Shootings at schools around the country have been on the rise since the 2007 Virginia Tech shooting and most recently the shooting that occurred at UCLA this past spring.
Therefore, Chief of Police Marty Williamson said it is important that the campus knows what to do if an active shooter were to be on campus.
“It’s about having that survivor mindset if this ever happens, which is a very rare chance,” said Williamson. “The idea is to give them
that level of confidence based on their training and education that they could not only survive but react to it.
“Not let fear dictate what they do but let their training and knowledge help them get through it.”
During the training, Williamson, UPD Lt. Drake Massey and Sgt. Mari Gonzalez emphasized the importance of fight or flight and to not freeze.
“Our goal today is I don’t want you to think that if an active shooter or something like that happens, that you are a dead person,” said Williamson. “I want you to think the other way that you are going to take the aggressive side of it in a proactive stance and defend yourself and survive.”
Williamson added that if you come face to face with the shooter, you should take it as a threat to your life and attempt to disrupt his thought process by throwing anything at him. Williamson and Sgt. Gonzalez demonstrated the idea behind it.

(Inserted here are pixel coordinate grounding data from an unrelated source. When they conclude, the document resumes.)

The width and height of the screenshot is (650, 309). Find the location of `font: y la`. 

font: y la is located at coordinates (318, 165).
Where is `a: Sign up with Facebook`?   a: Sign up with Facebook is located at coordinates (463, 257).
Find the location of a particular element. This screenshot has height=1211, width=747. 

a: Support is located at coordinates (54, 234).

Williamson pointed a practice gun at Gonzales, but she threw a white ball at him, which made him flinch, distracting him.
Though Williamson was aware the ball would be thrown at him, it showed the estimated 40 people there how that technique can help someone against a shooter.

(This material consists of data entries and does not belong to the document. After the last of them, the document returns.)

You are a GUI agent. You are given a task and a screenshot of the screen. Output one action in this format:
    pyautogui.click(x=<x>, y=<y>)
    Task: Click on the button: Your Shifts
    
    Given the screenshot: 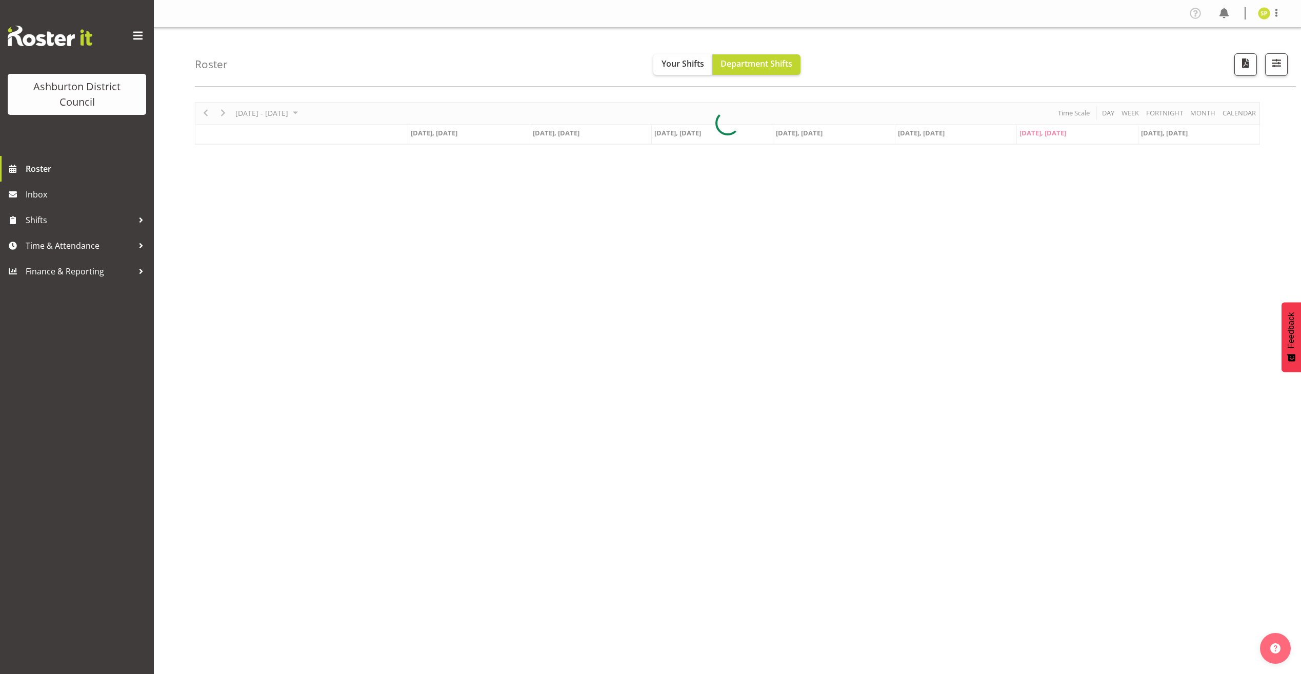 What is the action you would take?
    pyautogui.click(x=682, y=65)
    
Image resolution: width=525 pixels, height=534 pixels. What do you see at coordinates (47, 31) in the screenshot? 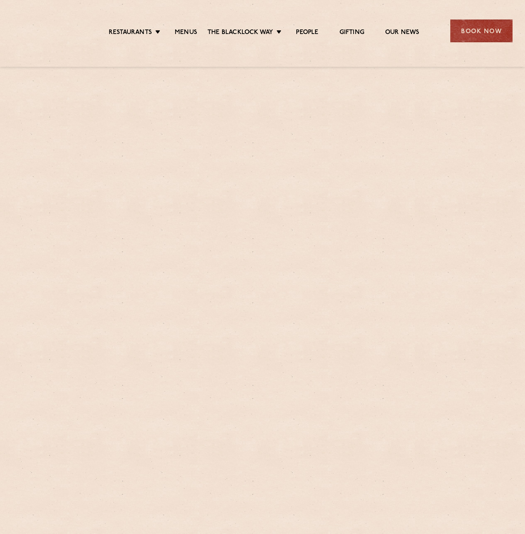
I see `img: svg%3E` at bounding box center [47, 31].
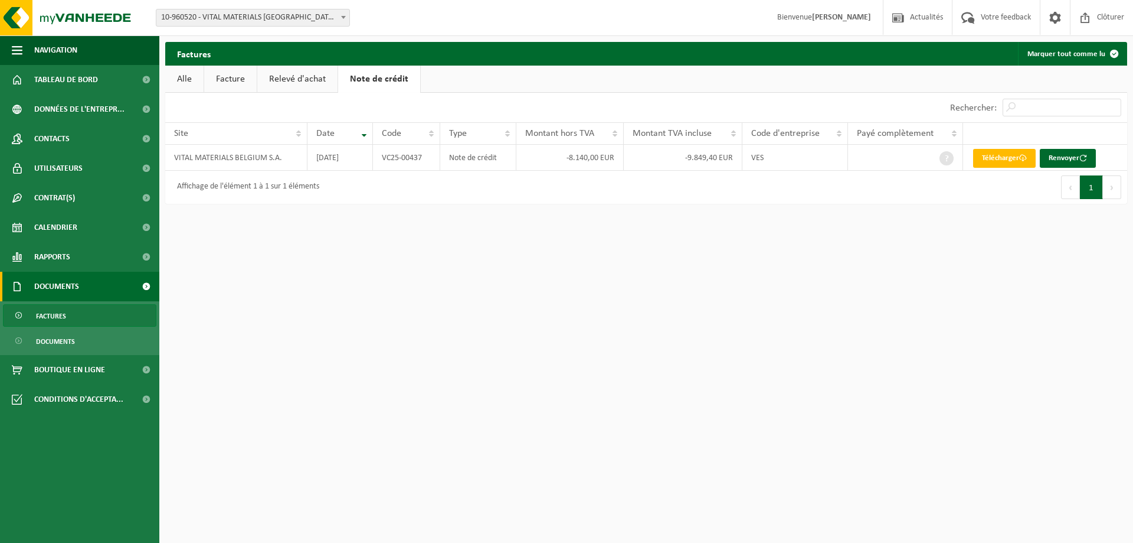 This screenshot has height=543, width=1133. I want to click on a: Télécharger, so click(1005, 158).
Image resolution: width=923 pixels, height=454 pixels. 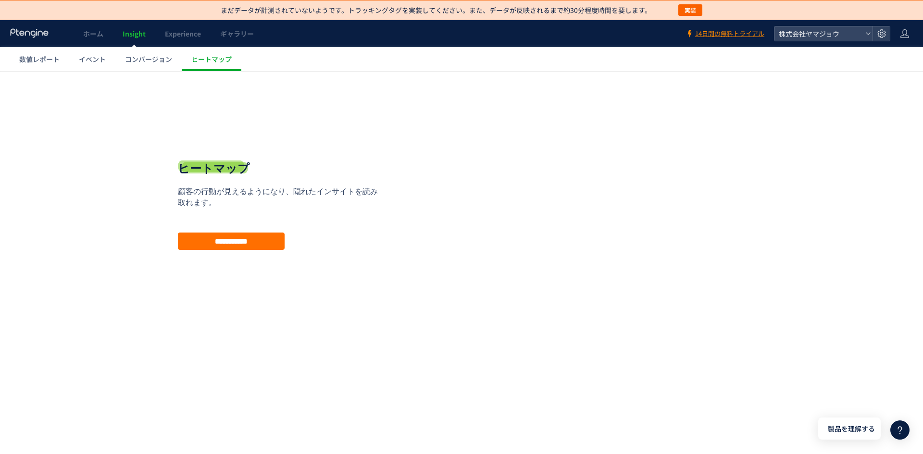 What do you see at coordinates (730, 34) in the screenshot?
I see `span: 14日間の無料トライアル` at bounding box center [730, 34].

Williamson said that the best chance to take a firearm away from a shooter is after distracting them.
Since students outnumber the shooter, he said they should use the survivor mindset and try to stop the shooter.
Williamson said one of the biggest learning moments for law enforcement was back in 2007 when Seung-Hui Cho shot and killed 32 people and injured 17 other students and staff members in two separate attacks at Virginia Tech.

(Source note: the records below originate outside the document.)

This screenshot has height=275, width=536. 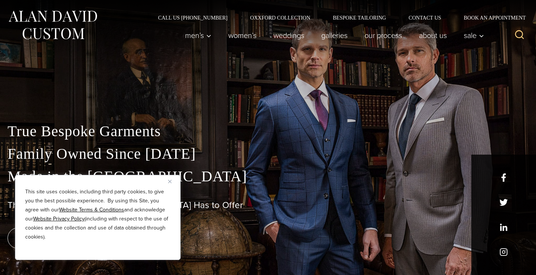 What do you see at coordinates (243, 35) in the screenshot?
I see `a: Women’s` at bounding box center [243, 35].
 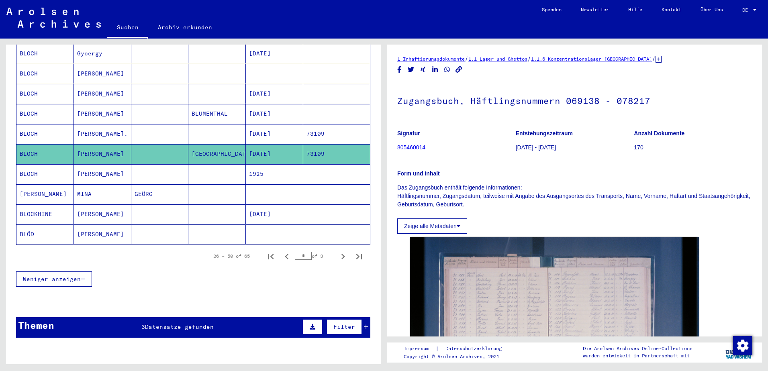 What do you see at coordinates (475, 348) in the screenshot?
I see `a: Datenschutzerklärung` at bounding box center [475, 348].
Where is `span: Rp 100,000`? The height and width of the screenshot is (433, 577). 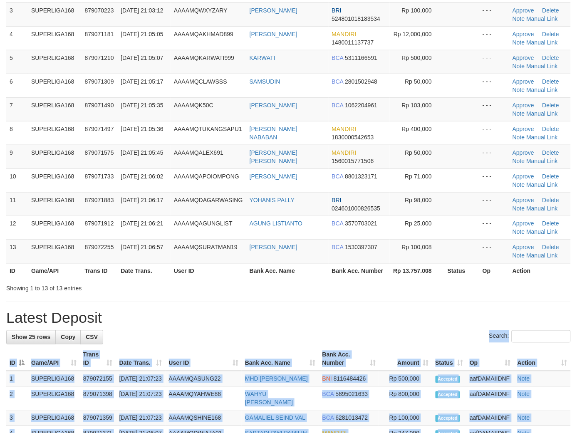 span: Rp 100,000 is located at coordinates (417, 10).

It showed the flaw in what people were taught about how to handle an active shooter situation.
People were taking cover and hiding because that’s what they were taught.
But Cho just came in and shot them.
Williamson said Virginia Tech showed people why it is important to have a survival mindset.
“There’s evidence to show that those who took a proactive stance had a much high survival rate than those who did nothing where students died, and professors died,” said Williamson.
Nursing major Jefferson Huot, 22, said he learned about the importance of not freezing in that situation.
“You do whatever it takes to stop the person that is the active shooter, and after that, you comply with the police and make sure they don’t think you are the active shooter,” Huot said.
This past spring UCLA experienced an active-shooter situation.
A student assistant entered the UCLA campus and killed an engineering professor, before killing himself.
Williamson said it was a positive story because students and faculty responded quickly.
But they also found a way to barricade themselves, so that the shooter would not shoot more people.
Williamson said it’s important to not huddle together because it makes it easier for the shooter to kill everyone.
“If this guy is going to come in and try to hurt you, make him work for it,” said Williamson. “Don’t go and do something that makes him feel comfortable. Let’s make him work for it.”
On October, there was a shooting near the Antelope Valley College campus where a man shot an officer.
Due to the shooting, the campus went on lockdown as a safety measure.
Thanks to a quick response from faculty, staff and students, no one was hurt or injured, and that’s how Williamson hopes the campus reacts similarly if something like that were to happen at CSUB.
“If everyone is familiar with the same information, then everyone is going to act the same way or at least in the same fashion and protect themselves and protect other people,” said Williamson. “That would be ideal. If we can get everyone trained through this, it would be ideal in the rare chance that we have this type of event on this campus.”
CSUB criminal justice major Kimberly Delgado said she learned a lot about how to handle a situation with an active shooter.
“I feel that I didn’t really know much about how to act and I feel like it was a pretty good presentation,” she said.